≡ Menu

Some Links

Scott Sumner offers a plausible explanation for why H. sapiens sapiens outcompeted H. sapiens neanderthalensis.

The Wall Street Journal reports on Yann LeCun’s disagreement with Geoffrey Hinton and other people who warn that the intelligence of H. sapiens sapiens might soon be matched by that of Machinous artificialous intelligencious. A slice:

LeCun says such talk is likely premature. When a departing OpenAI researcher in May talked up the need to learn how to control ultra-intelligent AI, LeCun pounced. “It seems to me that before ‘urgently figuring out how to control AI systems much smarter than us’ we need to have the beginning of a hint of a design for a system smarter than a house cat,” he replied on X.

He likes the cat metaphor. Felines, after all, have a mental model of the physical world, persistent memory, some reasoning ability and a capacity for planning, he says. None of these qualities are present in today’s “frontier” AIs, including those made by Meta itself.

Eric Boehm is correct: “Democrats refusing to say they’d accept a Trump victory aren’t helping.” A slice:

Anyone, including vice presidential candidates, has a right to express their opinions about the basic structure of America’s elections, of course. But Walz’s criticism of the proper constitutional mechanism for selecting a president sits awkwardly alongside the Democratic Party’s attempt to portray this election as a stand against Trump’s and Vance’s disregard for that same constitutional process.

Greg Weiner praises John Witherspoon’s understanding of the purpose of higher education. Here’s his conclusion:

Witherspoon’s students agitated for American independence. So did Witherspoon himself. But that wasn’t the purpose of the classroom. Instead it was the enduring nature of their education that prepared them to build a republic. Universities hoping to reclaim trust must do more than simply make political activism evenhanded. They must reclaim the pursuit of truth that alone justifies university education.

Juliette Sellgren talks with Jacob Levy about Hayek, Adam Smith, and social justice.

Jack Nicastro’s counsel is wise: “FEMA should stick to disaster recovery and quit social engineering.”

The Wall Street Journal‘s Editorial Board rightly criticizes Trump for outdoing Harris and the Democrats at trying to buy votes with promises of special tax breaks. A slice:

“We will make interest on car loans fully deductible,” Mr. Trump vowed at a rally in Detroit on Thursday. “This will stimulate massive domestic auto production and make car ownership dramatically more affordable for millions and millions of working American families.” This is the fanciful economics typical of Democrats.

Mr. Trump is trying to woo auto workers harmed by inflation and the Biden Administration’s electric-vehicle mandate. Higher car prices and interest rates are crimping sales. Car makers are laying off workers and cutting shifts amid slowing demand. They also need to cut costs to finance increasing EV production to meet government mandates.

A tax deduction for auto interest could reduce the cost of buying a car and boost demand in the short term. But it would also fuel higher prices and make cars less affordable over time. This is what has happened with the mortgage interest deduction. It’s another tax subsidy for debt and consumption, which the economy doesn’t need.

Ramesh Ponnuru decries Barack Obama’s contempt for voters.

Jay Bhattacharya and Kevin Bardosh write that “the cult of covid censorship is finally being broken.” A slice:

Yet a small sub-culture of scientists and journalists who supported destructive policies like school closures and vaccine mandates continue to denigrate efforts to promote thoughtful debate about the pandemic. They fear an honest appraisal of these ideas.

Before the Stanford event, LA Times business writer Michael Hiltzik wrote a column asserting that the university was “throw[ing] a party for purveyors of misinformation and disinformation about Covid”. A San Francisco newspaper erroneously averred that the panellists were mostly “Fauci-hating anti-maskers”. And, Yale epidemiology professor Gregg Gonsalves claimed that “our top schools are embarrassing themselves” by even hosting a scientific conference.

A new generation of students (who lived through the harms of lockdowns and school closures) will increasingly see such smears for what they are: childish, ad hominem slurs.

Many are tired of the vapid arguments of ideologues and hungry for a return to the long-standing academic tradition of debate. University leaders are recognising this cultural hunger. Jonathan Levin, the new Stanford president, noted in his opening remarks at the conference that faculty and students alike should “join in the larger project of trying to make Stanford and other campuses forums for the type of robust and thoughtful discussion that is at the heart of universities when we’re at our best.”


> **HOW TO COMPLETE THIS TASK**
Would you please copy the entries exactly, leaving every picture aside?

*** Opening of MATERIAL FOR THE TASK ***

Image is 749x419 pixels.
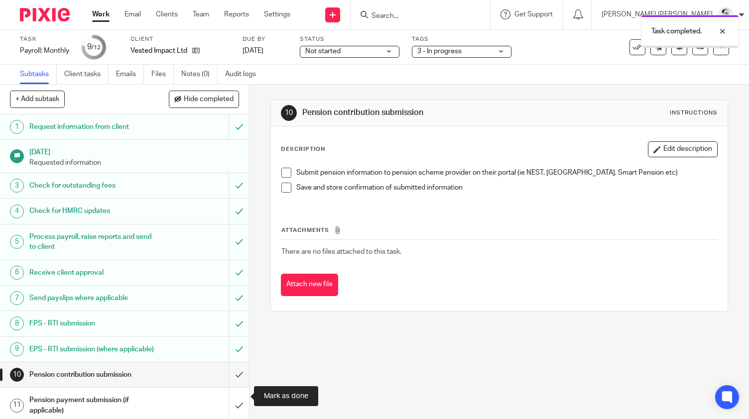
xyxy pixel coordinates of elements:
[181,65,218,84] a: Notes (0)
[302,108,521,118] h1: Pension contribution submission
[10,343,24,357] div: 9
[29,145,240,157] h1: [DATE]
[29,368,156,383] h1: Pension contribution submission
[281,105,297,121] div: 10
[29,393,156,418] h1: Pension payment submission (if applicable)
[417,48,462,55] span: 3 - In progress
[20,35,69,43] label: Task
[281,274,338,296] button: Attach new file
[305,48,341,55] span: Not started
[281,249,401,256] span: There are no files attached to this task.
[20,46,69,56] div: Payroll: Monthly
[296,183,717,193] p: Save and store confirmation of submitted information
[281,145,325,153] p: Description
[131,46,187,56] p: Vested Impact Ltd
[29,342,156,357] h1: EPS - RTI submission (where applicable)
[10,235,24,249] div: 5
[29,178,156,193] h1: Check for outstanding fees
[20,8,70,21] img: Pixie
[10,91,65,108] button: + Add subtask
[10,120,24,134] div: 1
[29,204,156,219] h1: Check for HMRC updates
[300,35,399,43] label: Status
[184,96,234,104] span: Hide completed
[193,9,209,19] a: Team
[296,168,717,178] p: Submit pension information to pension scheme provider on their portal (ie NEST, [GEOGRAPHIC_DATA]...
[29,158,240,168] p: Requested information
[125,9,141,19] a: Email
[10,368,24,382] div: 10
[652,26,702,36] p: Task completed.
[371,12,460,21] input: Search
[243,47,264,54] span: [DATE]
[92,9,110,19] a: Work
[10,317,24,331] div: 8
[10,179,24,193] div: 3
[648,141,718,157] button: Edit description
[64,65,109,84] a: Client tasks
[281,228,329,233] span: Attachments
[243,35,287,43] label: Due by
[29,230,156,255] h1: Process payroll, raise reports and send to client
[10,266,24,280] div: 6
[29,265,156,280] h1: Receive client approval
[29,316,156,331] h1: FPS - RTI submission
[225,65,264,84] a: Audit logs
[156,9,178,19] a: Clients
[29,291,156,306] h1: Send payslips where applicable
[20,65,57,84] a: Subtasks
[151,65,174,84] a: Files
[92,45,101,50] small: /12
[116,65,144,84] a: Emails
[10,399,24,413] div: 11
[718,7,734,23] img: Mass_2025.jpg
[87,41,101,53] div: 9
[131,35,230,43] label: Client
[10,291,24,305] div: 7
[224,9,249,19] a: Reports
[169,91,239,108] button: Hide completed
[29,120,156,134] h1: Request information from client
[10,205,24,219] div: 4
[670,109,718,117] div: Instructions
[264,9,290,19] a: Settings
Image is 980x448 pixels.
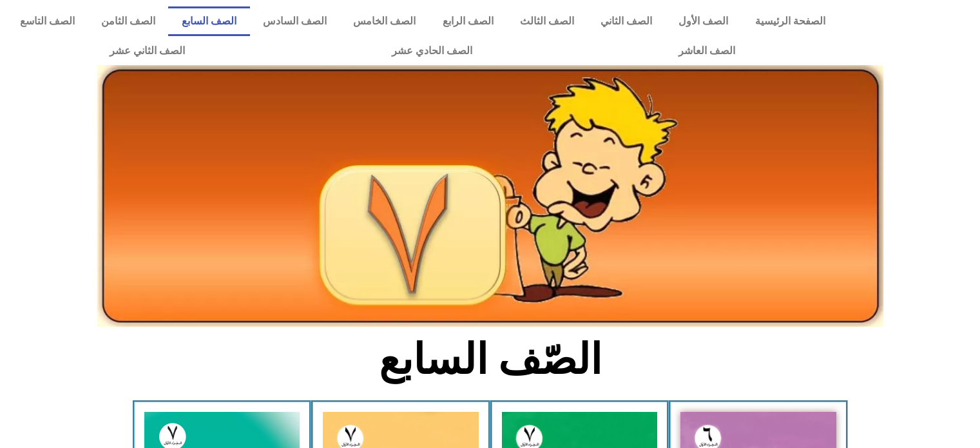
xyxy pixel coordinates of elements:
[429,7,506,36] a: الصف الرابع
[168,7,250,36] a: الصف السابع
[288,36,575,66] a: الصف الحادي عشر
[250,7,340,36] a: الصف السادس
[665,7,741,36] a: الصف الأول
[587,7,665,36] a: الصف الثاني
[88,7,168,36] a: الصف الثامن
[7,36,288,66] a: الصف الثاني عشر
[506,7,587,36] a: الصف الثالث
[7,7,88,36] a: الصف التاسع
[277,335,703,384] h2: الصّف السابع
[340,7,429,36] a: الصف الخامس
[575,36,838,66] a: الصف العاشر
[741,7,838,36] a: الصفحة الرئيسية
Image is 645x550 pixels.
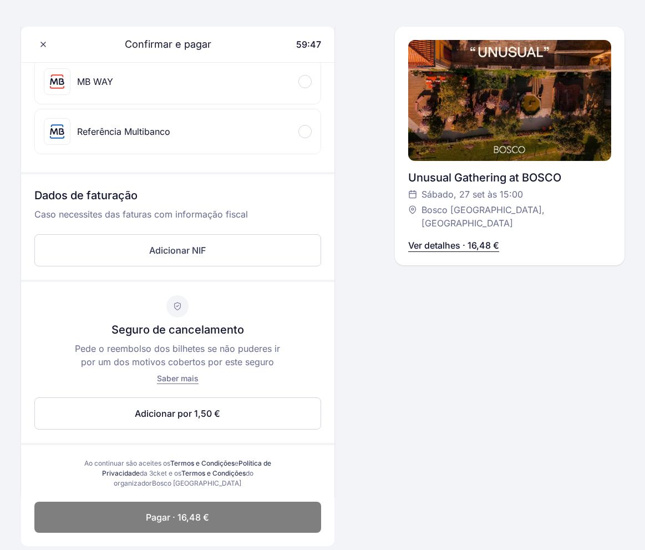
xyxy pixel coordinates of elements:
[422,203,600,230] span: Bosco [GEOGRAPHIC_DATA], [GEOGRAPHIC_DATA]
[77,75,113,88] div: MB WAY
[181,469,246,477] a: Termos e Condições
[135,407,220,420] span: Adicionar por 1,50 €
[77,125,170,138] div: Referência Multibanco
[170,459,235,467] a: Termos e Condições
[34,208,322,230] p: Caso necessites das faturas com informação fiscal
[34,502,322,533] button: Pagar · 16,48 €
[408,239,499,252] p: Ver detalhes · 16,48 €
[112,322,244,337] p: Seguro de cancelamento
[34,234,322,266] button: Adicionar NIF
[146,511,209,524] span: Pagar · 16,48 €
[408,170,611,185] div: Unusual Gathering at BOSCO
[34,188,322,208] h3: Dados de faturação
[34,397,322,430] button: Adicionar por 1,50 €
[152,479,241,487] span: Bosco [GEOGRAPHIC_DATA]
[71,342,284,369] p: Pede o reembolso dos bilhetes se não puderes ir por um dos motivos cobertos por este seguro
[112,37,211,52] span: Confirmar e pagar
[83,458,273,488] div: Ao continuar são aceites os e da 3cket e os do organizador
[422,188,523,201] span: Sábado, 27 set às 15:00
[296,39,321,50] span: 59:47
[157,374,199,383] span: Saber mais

*** Close of MATERIAL FOR THE TASK ***

> **YOUR RESPONSE**
Image is 749x419 pixels.
xyxy pixel coordinates of elements:
[181,65,218,84] a: Notes (0)
[302,108,521,118] h1: Pension contribution submission
[10,343,24,357] div: 9
[29,145,240,157] h1: [DATE]
[29,368,156,383] h1: Pension contribution submission
[281,105,297,121] div: 10
[29,393,156,418] h1: Pension payment submission (if applicable)
[417,48,462,55] span: 3 - In progress
[20,35,69,43] label: Task
[281,274,338,296] button: Attach new file
[305,48,341,55] span: Not started
[281,249,401,256] span: There are no files attached to this task.
[20,46,69,56] div: Payroll: Monthly
[296,183,717,193] p: Save and store confirmation of submitted information
[281,145,325,153] p: Description
[131,46,187,56] p: Vested Impact Ltd
[29,342,156,357] h1: EPS - RTI submission (where applicable)
[10,235,24,249] div: 5
[29,178,156,193] h1: Check for outstanding fees
[20,8,70,21] img: Pixie
[10,91,65,108] button: + Add subtask
[10,120,24,134] div: 1
[29,204,156,219] h1: Check for HMRC updates
[300,35,399,43] label: Status
[184,96,234,104] span: Hide completed
[193,9,209,19] a: Team
[296,168,717,178] p: Submit pension information to pension scheme provider on their portal (ie NEST, [GEOGRAPHIC_DATA]...
[29,158,240,168] p: Requested information
[125,9,141,19] a: Email
[10,368,24,382] div: 10
[652,26,702,36] p: Task completed.
[371,12,460,21] input: Search
[243,47,264,54] span: [DATE]
[92,9,110,19] a: Work
[10,317,24,331] div: 8
[10,179,24,193] div: 3
[648,141,718,157] button: Edit description
[64,65,109,84] a: Client tasks
[281,228,329,233] span: Attachments
[243,35,287,43] label: Due by
[29,230,156,255] h1: Process payroll, raise reports and send to client
[10,266,24,280] div: 6
[29,265,156,280] h1: Receive client approval
[29,316,156,331] h1: FPS - RTI submission
[225,65,264,84] a: Audit logs
[156,9,178,19] a: Clients
[29,291,156,306] h1: Send payslips where applicable
[20,65,57,84] a: Subtasks
[151,65,174,84] a: Files
[92,45,101,50] small: /12
[116,65,144,84] a: Emails
[10,399,24,413] div: 11
[718,7,734,23] img: Mass_2025.jpg
[87,41,101,53] div: 9
[131,35,230,43] label: Client
[10,291,24,305] div: 7
[224,9,249,19] a: Reports
[169,91,239,108] button: Hide completed
[29,120,156,134] h1: Request information from client
[10,205,24,219] div: 4
[670,109,718,117] div: Instructions
[264,9,290,19] a: Settings
Image is 980x448 pixels.
xyxy pixel coordinates of elements:
[429,7,506,36] a: الصف الرابع
[168,7,250,36] a: الصف السابع
[288,36,575,66] a: الصف الحادي عشر
[250,7,340,36] a: الصف السادس
[665,7,741,36] a: الصف الأول
[587,7,665,36] a: الصف الثاني
[88,7,168,36] a: الصف الثامن
[7,36,288,66] a: الصف الثاني عشر
[506,7,587,36] a: الصف الثالث
[7,7,88,36] a: الصف التاسع
[277,335,703,384] h2: الصّف السابع
[340,7,429,36] a: الصف الخامس
[575,36,838,66] a: الصف العاشر
[741,7,838,36] a: الصفحة الرئيسية
Image is 645x550 pixels.
xyxy pixel coordinates of elements:
[422,203,600,230] span: Bosco [GEOGRAPHIC_DATA], [GEOGRAPHIC_DATA]
[77,75,113,88] div: MB WAY
[181,469,246,477] a: Termos e Condições
[135,407,220,420] span: Adicionar por 1,50 €
[77,125,170,138] div: Referência Multibanco
[170,459,235,467] a: Termos e Condições
[34,208,322,230] p: Caso necessites das faturas com informação fiscal
[34,502,322,533] button: Pagar · 16,48 €
[408,239,499,252] p: Ver detalhes · 16,48 €
[112,322,244,337] p: Seguro de cancelamento
[34,234,322,266] button: Adicionar NIF
[146,511,209,524] span: Pagar · 16,48 €
[408,170,611,185] div: Unusual Gathering at BOSCO
[34,188,322,208] h3: Dados de faturação
[34,397,322,430] button: Adicionar por 1,50 €
[152,479,241,487] span: Bosco [GEOGRAPHIC_DATA]
[71,342,284,369] p: Pede o reembolso dos bilhetes se não puderes ir por um dos motivos cobertos por este seguro
[112,37,211,52] span: Confirmar e pagar
[83,458,273,488] div: Ao continuar são aceites os e da 3cket e os do organizador
[422,188,523,201] span: Sábado, 27 set às 15:00
[296,39,321,50] span: 59:47
[157,374,199,383] span: Saber mais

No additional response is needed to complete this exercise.